Guess what? Self-interest is bad for the economy

IF YOU THOUGHT you felt the earth shudder on 23 October, you were right. When Alan Greenspan told the House Oversight Committee 'I made a mistake in presuming that the self-interests of organisations, specifically banks and others, were such that they wer

IF YOU THOUGHT you felt the earth shudder on 23 October, you were right. When Alan Greenspan told the House Oversight Committee ‘I made a mistake in presuming that the self-interests of organisations, specifically banks and others, were such that they were best capable of protecting their own shareholders and their equity in the firms’, the effect was the same as Frodo and Sam casting the Ring of Power into the fires of Mount Doom at the end of The Lord of the Rings : the edifice of 21st-century management shook to its foundations.

Self-interest as the driver that, like an invisible hand, permits individuals acting on their own behalf to benefit society as a whole goes back to Adam Smith. But Smith at least realised the drastic inequities it would cause and proposed measures, including progressive taxes, to mitigate the worst effects. No such caution has been in evidence since the 1960s as the concept has become the central belief around which all Anglo-American corporate governance, and thence management as a whole, revolves.

Self-interest (and the need to guard against it) is the reason for dividing the chairman and chief executive’s role, just as it is for setting executive and non-exec directors against each other self-interest justifies and encourages individuals to demand vast pay (including in the public sector) without thought for the consequences finally, a near religious faith in the power of self-interest to both motivate and police is the foundation on which, as Greenspan now regrets, Wall Street’s rocket scientists erected the teetering superstructure of debt instruments crashing down around us.

The real-world consequences of a commercial universe with self-interest at its heart thus give the lie to previous assumptions about how individuals and organisations work. In this sense, Greenspan’s mea culpa might be likened to the Vatican’s admission in 1992 after a 13-year inquiry that Galileo had, after all, been right (‘It’s official – the Earth moves round the sun,’ as the Chicago Sun-Times caustically put it at the time).

Common sense suggests a number of reasons why self-interest-centred commerce is as flawed a model as an Earth-centred solar system. Self-interest contains within it the seeds of its own destruction. It drives for reward, but once rewards reach a certain size it can no longer function as a discipline. When rewards were less high, self-interest was tempered by the need to nurture the reputation a career depended on. With salaries at current stratospheric levels, however, self-interest provides no such restraint, since careers are redundant.

Anyone who has done one big deal – or worked in the City for more than a few years – never need work again. Far from being a restraining influence, in these circumstances self-interest promotes a short-term focus on transactions that in turn amplifies its second baleful impact: increasing distrust. As anyone not blinded by fundamentalist zeal must see, the obverse of the coin of self-interest is lack of trust – and both are self-reinforcing. The swelling of self-interest is in direct proportion to the draining away of trust, the cumulative results of which are now visible all around us.

An interesting recent article in the science weekly Nature , signalled by a correspondent, laments how dependent economics is on unproven axioms, and how resistant to empirical observation. In the physical sciences, notes the (physicist and hedge-fund manager) author, researchers ‘have learnt to be suspicious of axioms. If empirical observation is incompatible with a model, the model must be trashed or amended, even if it is conceptually beautiful or mathematically convenient’.

Not so in economics, whose central tenets – rational agents, the invisible hand, efficient markets – derive from economic work done in the 1950s and 1960s, ‘which with hindsight looks more like propaganda against communism than plausible science. In reality, markets are not efficient, humans tend to be over-focused on the short term and blind in the long term, and errors get multiplied, ultimately leading to collective irrationality, panic and crashes. Free markets are wild markets’ – for which classical economics has no framework of understanding.

In fact, it’s even worse. It isn’t just that, as the author points out, economics has been remarkably incapable of predicting or averting crises such as the present credit crunch through the medium of management based on its faulty assumptions, it has actually helped to cause it.

It’s an error to think that management, or even economics, can ever be a ‘hard’ science, not least because of their self-fulfilling premises. That doesn’t mean they are unworthy of study and understanding. On the contrary. But, as Greenspan sorrowfully acknowledges, the first step on that path is to bow to empirical observation and stop trying to prove the Earth is the centre of the universe.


§ Activity
Which lines of the records contain the word "Maria"? Copy each one.

§ Component data from apps and pages

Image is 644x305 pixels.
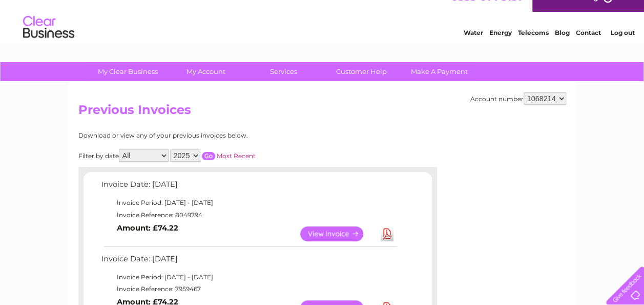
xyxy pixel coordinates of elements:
a: View [300,226,375,241]
a: Energy [489,44,512,51]
h2: Previous Invoices [78,103,566,122]
td: Invoice Period: [DATE] - [DATE] [99,271,398,283]
a: Most Recent [217,152,255,160]
td: Invoice Date: [DATE] [99,177,398,197]
a: Services [242,62,326,81]
div: Account number [471,92,566,105]
a: Log out [610,44,634,51]
a: My Account [164,62,248,81]
a: Blog [555,44,570,51]
a: Telecoms [518,44,549,51]
td: Invoice Date: [DATE] [99,252,398,271]
a: Make A Payment [397,62,482,81]
td: Invoice Period: [DATE] - [DATE] [99,197,398,209]
a: Water [464,44,483,51]
a: My Clear Business [85,62,170,81]
div: Clear Business is a trading name of Verastar Limited (registered in [GEOGRAPHIC_DATA] No. 3667643... [80,6,565,50]
td: Invoice Reference: 8049794 [99,209,398,221]
a: Download [381,226,393,241]
div: Filter by date [78,149,348,162]
a: Customer Help [319,62,404,81]
b: Amount: £74.22 [117,223,178,232]
img: logo.png [22,26,75,58]
td: Invoice Reference: 7959467 [99,283,398,295]
a: 0333 014 3131 [451,5,522,18]
a: Contact [576,44,601,51]
div: Download or view any of your previous invoices below. [78,132,348,139]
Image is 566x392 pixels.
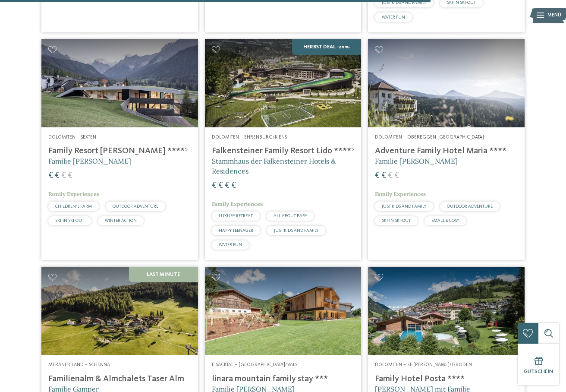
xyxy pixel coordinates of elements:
[55,219,84,223] span: SKI-IN SKI-OUT
[205,39,361,127] img: Familienhotels gesucht? Hier findet ihr die besten!
[212,135,287,140] span: Dolomiten – Ehrenburg/Kiens
[112,205,158,208] span: OUTDOOR ADVENTURE
[375,363,472,367] span: Dolomiten – St. [PERSON_NAME]/Gröden
[381,0,426,5] span: JUST KIDS AND FAMILY
[42,39,198,127] img: Family Resort Rainer ****ˢ
[55,205,92,208] span: CHILDREN’S FARM
[517,343,559,385] a: Gutschein
[49,135,96,140] span: Dolomiten – Sexten
[432,219,459,223] span: SMALL & COSY
[219,228,253,233] span: HAPPY TEENAGER
[375,171,380,180] span: €
[388,171,393,180] span: €
[219,182,224,190] span: €
[219,214,253,218] span: LUXURY RETREAT
[375,190,426,198] span: Family Experiences
[274,228,319,233] span: JUST KIDS AND FAMILY
[231,182,236,190] span: €
[524,368,554,374] span: Gutschein
[212,200,263,207] span: Family Experiences
[205,39,361,261] a: Familienhotels gesucht? Hier findet ihr die besten! Herbst Deal -20% Dolomiten – Ehrenburg/Kiens ...
[368,39,525,261] a: Familienhotels gesucht? Hier findet ihr die besten! Dolomiten – Obereggen-[GEOGRAPHIC_DATA] Adven...
[61,171,66,180] span: €
[42,266,198,355] img: Familienhotels gesucht? Hier findet ihr die besten!
[219,243,242,246] span: WATER FUN
[205,266,361,355] img: Familienhotels gesucht? Hier findet ihr die besten!
[212,363,298,367] span: Eisacktal – [GEOGRAPHIC_DATA]/Vals
[274,214,307,218] span: ALL ABOUT BABY
[375,374,517,384] h4: Family Hotel Posta ****
[49,171,53,180] span: €
[447,205,493,208] span: OUTDOOR ADVENTURE
[368,39,525,127] img: Adventure Family Hotel Maria ****
[368,266,525,355] img: Familienhotels gesucht? Hier findet ihr die besten!
[68,171,72,180] span: €
[381,219,411,223] span: SKI-IN SKI-OUT
[375,135,484,140] span: Dolomiten – Obereggen-[GEOGRAPHIC_DATA]
[49,146,191,156] h4: Family Resort [PERSON_NAME] ****ˢ
[49,363,110,367] span: Meraner Land – Schenna
[49,190,99,198] span: Family Experiences
[212,182,217,190] span: €
[55,171,60,180] span: €
[49,374,191,384] h4: Familienalm & Almchalets Taser Alm
[42,39,198,261] a: Familienhotels gesucht? Hier findet ihr die besten! Dolomiten – Sexten Family Resort [PERSON_NAME...
[375,157,458,166] span: Familie [PERSON_NAME]
[447,0,476,5] span: SKI-IN SKI-OUT
[395,171,400,180] span: €
[212,157,336,175] span: Stammhaus der Falkensteiner Hotels & Residences
[375,146,517,156] h4: Adventure Family Hotel Maria ****
[381,15,405,19] span: WATER FUN
[381,205,426,208] span: JUST KIDS AND FAMILY
[212,146,355,156] h4: Falkensteiner Family Resort Lido ****ˢ
[105,219,137,223] span: WINTER ACTION
[381,171,386,180] span: €
[212,374,355,384] h4: linara mountain family stay ***
[49,157,131,166] span: Familie [PERSON_NAME]
[224,182,229,190] span: €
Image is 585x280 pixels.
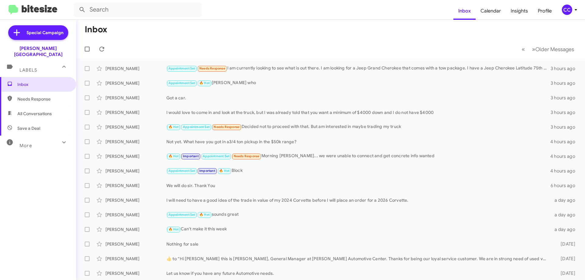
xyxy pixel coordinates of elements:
div: [PERSON_NAME] who [166,80,551,87]
div: [PERSON_NAME] [105,80,166,86]
span: All Conversations [17,111,52,117]
button: CC [557,5,578,15]
span: Inbox [17,81,69,87]
button: Previous [518,43,529,55]
div: 3 hours ago [551,80,580,86]
span: » [532,45,535,53]
a: Inbox [453,2,476,20]
div: Decided not to proceed with that. But am interested in maybe trading my truck [166,123,551,130]
span: Appointment Set [203,154,229,158]
button: Next [528,43,578,55]
div: [PERSON_NAME] [105,256,166,262]
div: Block [166,167,550,174]
span: 🔥 Hot [219,169,229,173]
a: Profile [533,2,557,20]
div: I am currently looking to see what is out there. I am looking for a Jeep Grand Cherokee that come... [166,65,551,72]
span: Needs Response [214,125,239,129]
div: 4 hours ago [550,139,580,145]
div: [PERSON_NAME] [105,95,166,101]
span: Labels [19,67,37,73]
span: Needs Response [234,154,260,158]
div: Nothing for sale [166,241,551,247]
div: Not yet. What have you got in a3/4 ton pickup in the $50k range? [166,139,550,145]
div: [PERSON_NAME] [105,139,166,145]
div: [DATE] [551,241,580,247]
div: Morning [PERSON_NAME]... we were unable to connect and get concrete info wanted [166,153,550,160]
span: Appointment Set [168,81,195,85]
span: 🔥 Hot [168,154,179,158]
div: a day ago [551,226,580,232]
span: Important [199,169,215,173]
div: 3 hours ago [551,95,580,101]
div: [PERSON_NAME] [105,168,166,174]
div: [DATE] [551,270,580,276]
div: I would love to come in and look at the truck, but I was already told that you want a minimum of ... [166,109,551,115]
span: Appointment Set [168,66,195,70]
div: [PERSON_NAME] [105,270,166,276]
h1: Inbox [85,25,107,34]
span: More [19,143,32,148]
span: Needs Response [17,96,69,102]
div: 4 hours ago [550,168,580,174]
span: 🔥 Hot [199,213,210,217]
div: [PERSON_NAME] [105,197,166,203]
span: Important [183,154,199,158]
div: I will need to have a good idea of the trade in value of my 2024 Corvette before I will place an ... [166,197,551,203]
input: Search [74,2,202,17]
div: 6 hours ago [551,182,580,189]
div: We will do sir. Thank You [166,182,551,189]
a: Special Campaign [8,25,68,40]
span: 🔥 Hot [168,227,179,231]
div: [PERSON_NAME] [105,226,166,232]
div: [PERSON_NAME] [105,124,166,130]
div: 3 hours ago [551,124,580,130]
div: CC [562,5,572,15]
div: a day ago [551,212,580,218]
span: 🔥 Hot [199,81,210,85]
a: Insights [506,2,533,20]
div: a day ago [551,197,580,203]
div: Got a car. [166,95,551,101]
span: Older Messages [535,46,574,53]
div: [PERSON_NAME] [105,212,166,218]
div: [PERSON_NAME] [105,182,166,189]
span: Appointment Set [168,169,195,173]
span: Appointment Set [168,213,195,217]
div: [PERSON_NAME] [105,109,166,115]
div: 3 hours ago [551,109,580,115]
div: 4 hours ago [550,153,580,159]
div: [PERSON_NAME] [105,153,166,159]
a: Calendar [476,2,506,20]
span: Special Campaign [27,30,63,36]
div: sounds great [166,211,551,218]
span: Needs Response [199,66,225,70]
div: [DATE] [551,256,580,262]
div: [PERSON_NAME] [105,66,166,72]
span: « [522,45,525,53]
div: [PERSON_NAME] [105,241,166,247]
div: Let us know if you have any future Automotive needs. [166,270,551,276]
div: Can't make it this week [166,226,551,233]
div: ​👍​ to “ Hi [PERSON_NAME] this is [PERSON_NAME], General Manager at [PERSON_NAME] Automotive Cent... [166,256,551,262]
span: Appointment Set [183,125,210,129]
nav: Page navigation example [518,43,578,55]
span: Save a Deal [17,125,40,131]
div: 3 hours ago [551,66,580,72]
span: 🔥 Hot [168,125,179,129]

§ Response area
[368,39,525,127] img: Adventure Family Hotel Maria ****
[375,146,517,156] h4: Adventure Family Hotel Maria ****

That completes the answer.